The designation, made at the request of more than 50 neighbors, blocks destruction of the two buildings--134 Mt. Auburn St. and 3 Mt. Auburn Place--for at least six months, well past the March 1 date slated for the start of construction on the $25 million project.

If work is to begin before that time, some compromise will have to be worked out; either the buildings will be moved to some other site, or construction plans will be altered to leave them intact.

"I don't think it will affect the timing, but how it will affect the nature of the project remains to be discussed," Jack Griefen, a Boston partner of Gerlad Hines Co., the company building the complex under contract to Harvard, said yesterday.

Griefen explained that the blueprints may be redrawn to "allow us to work around the problem."
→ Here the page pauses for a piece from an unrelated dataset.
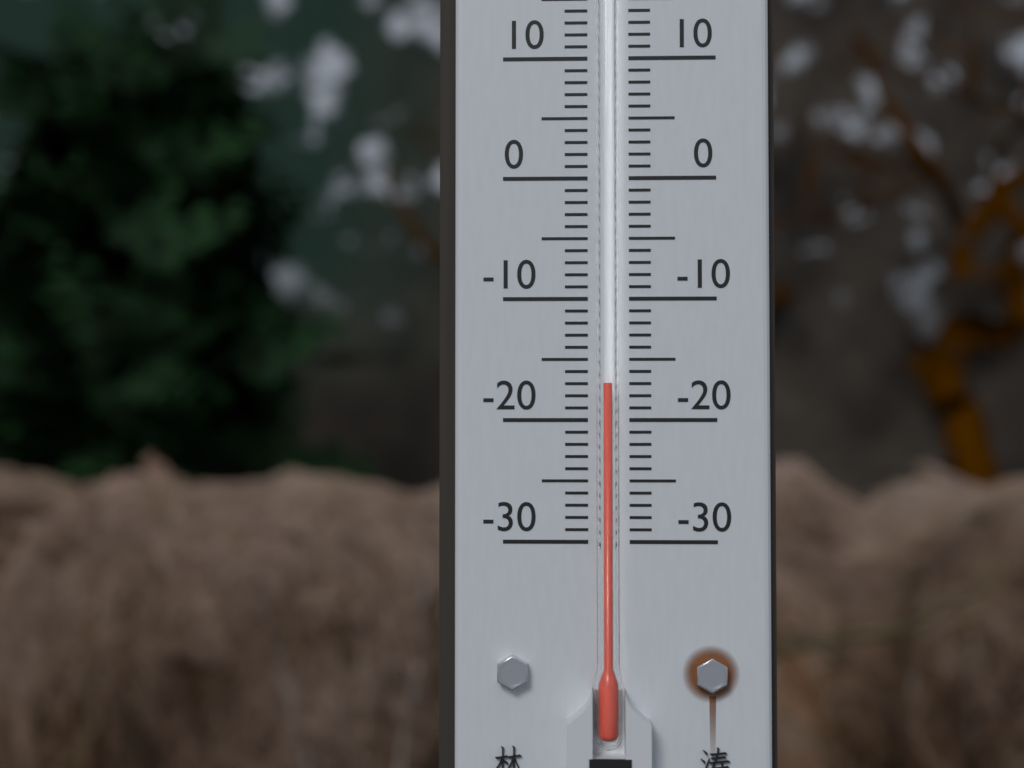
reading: -17 °C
In the meantime, Griefen and Harvard officials said, negotiations with neighbors will continue in an effort to head off problems.

Harvard and Hines apparently had not anticipated problems with the demolition of the buildings; plans circulated among neighborhood leaders in the last six months showed the new development on top of the site of the two 19th century homes.

But Laurence Wylie, Dillon Professor of the Civilization of France Emeritus and a leader of the fight to block the demolitions; said in a letter to The Crimson this week that "ordinary citizens had no chance of being [aware] of Harvard's plans until the demolition notice went up.

"Just offhand, it is not clear to an ordinary person how this tremendous complex must await the destruction of these two little buildings."